Pink Family Moss Campion, Silene acaulis , L.

Previous
{uncaptioned}

Flowers, ? inch across, of 5 bright purplish-red petals, notched at the end, spread from the top of a tubular calyx so that the whole flower forms a tiny salver. Stems and leaves are so dwarfed and tightly grouped as to give the appearance of a cushion of green moss 3 to 8 inches across, studded with little reddish stars. Grows in alpine rocky areas extending to peak summits. Blooms late June-early July.

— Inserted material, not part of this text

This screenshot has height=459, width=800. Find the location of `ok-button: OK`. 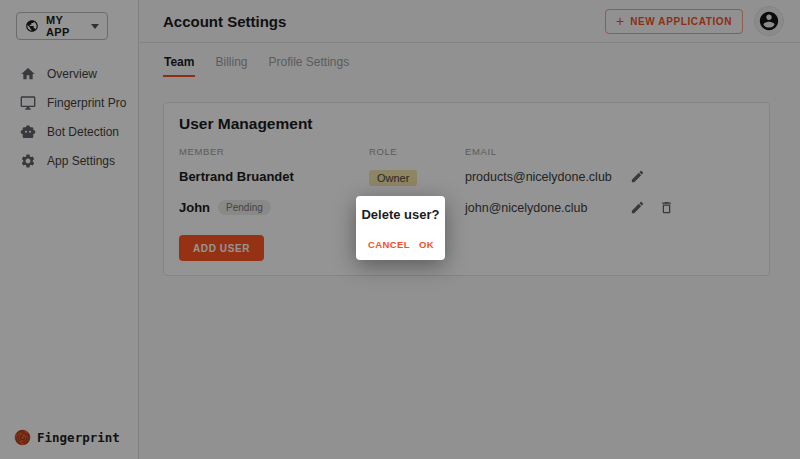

This is one of the alpine flowers we share with all the alpine and arctic lands of the Northern Hemisphere. High mountain ridges are its home here, and if we travel north we keep finding it at progressively lower elevations until it reaches the low barren lands of the arctic. Always it is where winds are cold and climate is too rough for trees. You might take it for a pad of green moss if it were not for its red flowers, often in the form of a circlet near the plant’s edge. Close examination shows a full-fledged plant, however, with leaves, stems and a stout tap-root well buried in what soil there is below and around the rock it presses against. Another member of the pink family that grows as a mat against our timberline rocks is sandwort, Arenaria sajanensis. Its flowers are white, and the plant less densely compacted. Related to both of these alpine pinks are the numerous chickweeds of foothills and mountains. They have low slender stems and their petals are white and deeply notched at the end.